About this task:
Your task is to transcribe, word for word, the line containing "The width and height of the screenshot is (965, 543)." and all lines that follow it to the end of the entries. Leave out the pictures.

Raw data:

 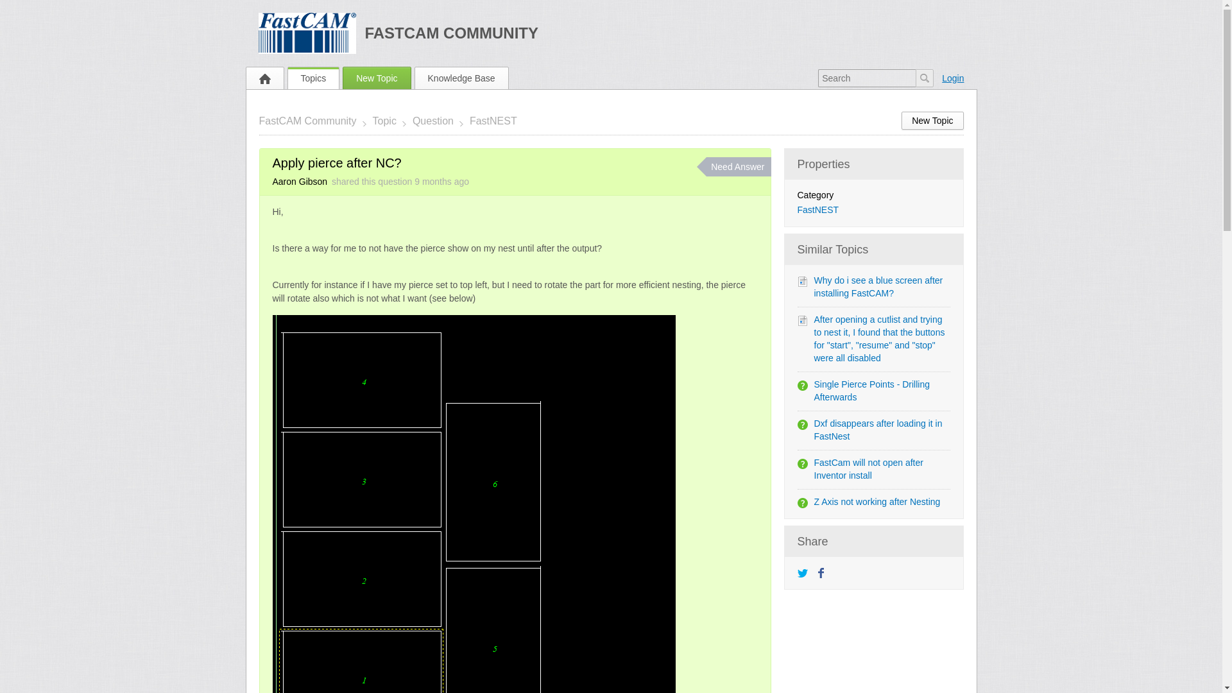 I want to click on Knowledge Base, so click(x=461, y=78).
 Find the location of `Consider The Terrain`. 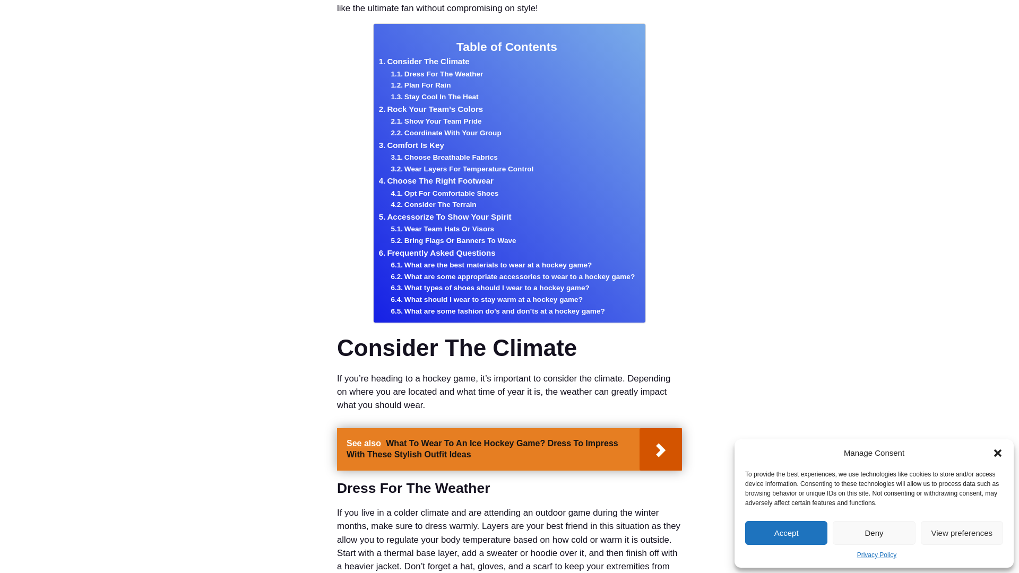

Consider The Terrain is located at coordinates (433, 205).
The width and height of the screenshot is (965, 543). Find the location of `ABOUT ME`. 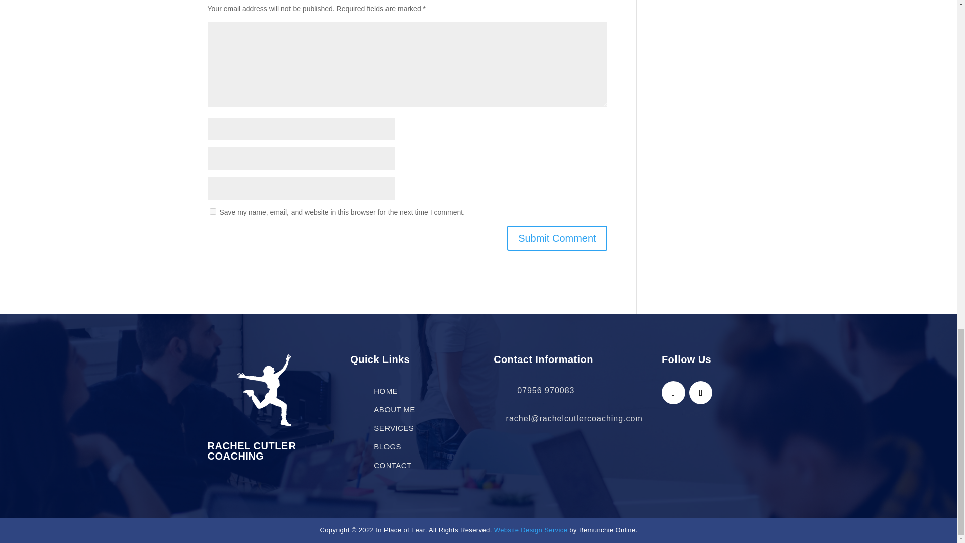

ABOUT ME is located at coordinates (394, 409).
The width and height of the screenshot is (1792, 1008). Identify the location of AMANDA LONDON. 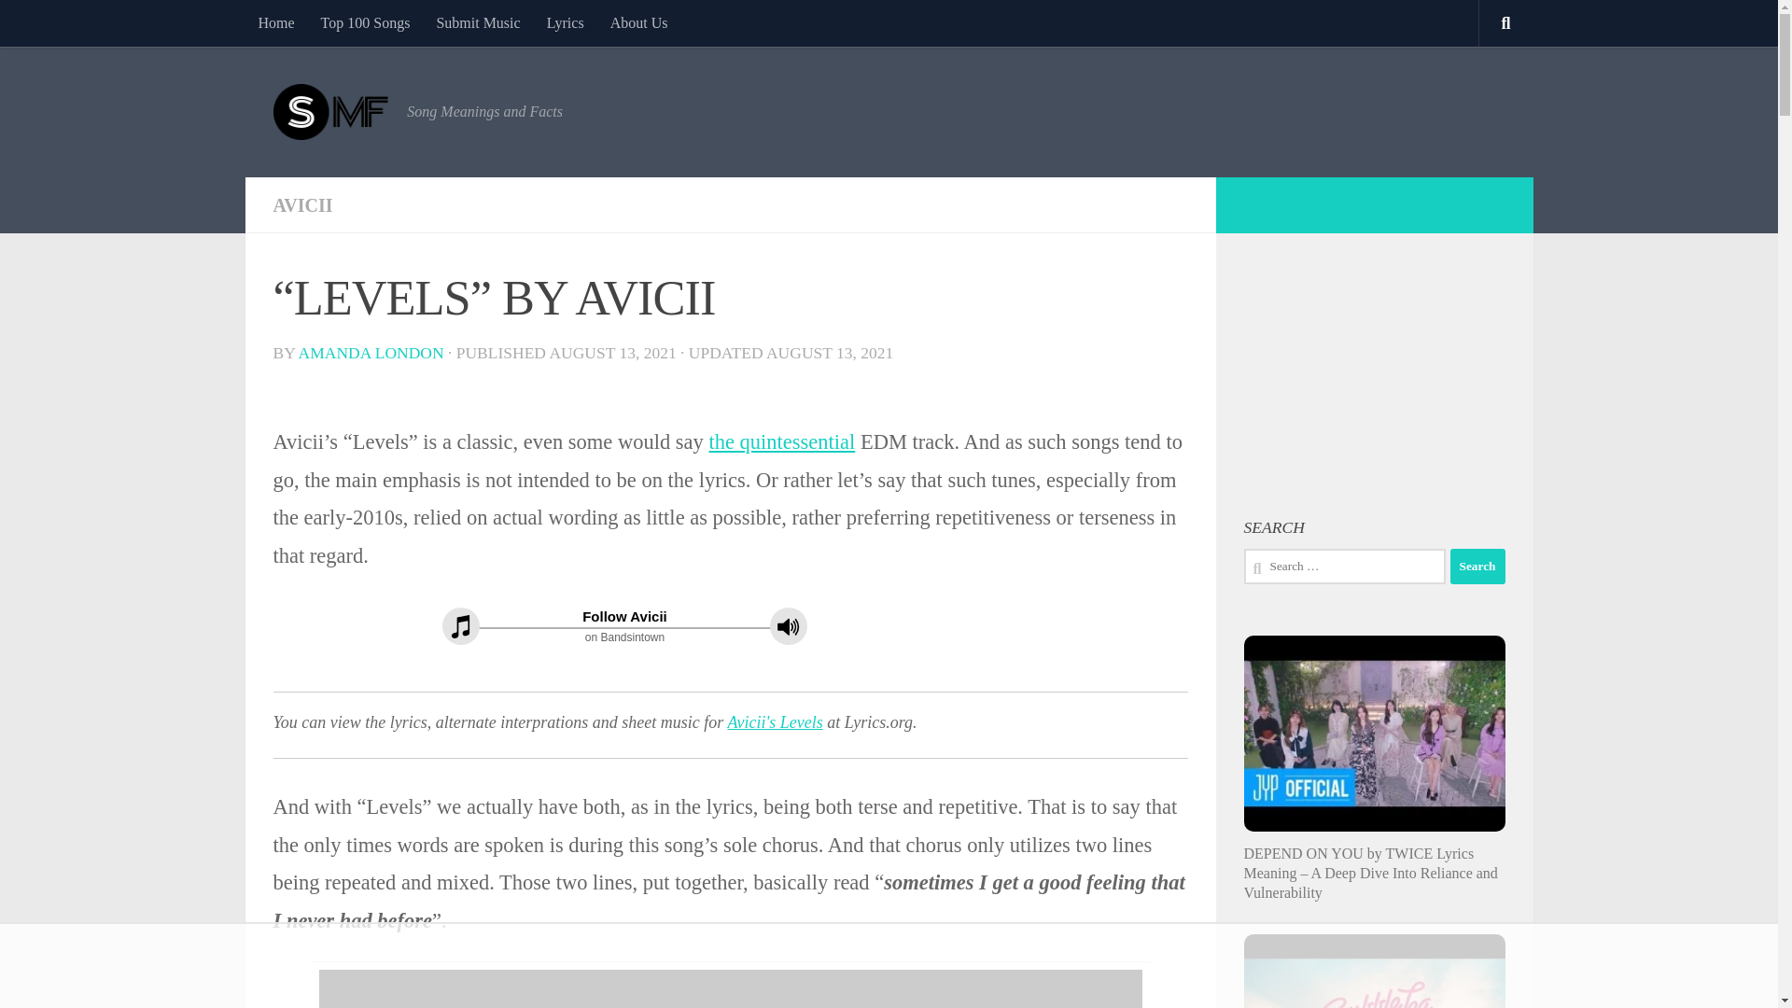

Result below:
The width and height of the screenshot is (965, 543). Find the location of `ABOUT ME`. 

ABOUT ME is located at coordinates (394, 409).
The width and height of the screenshot is (1792, 1008). Identify the location of AMANDA LONDON. 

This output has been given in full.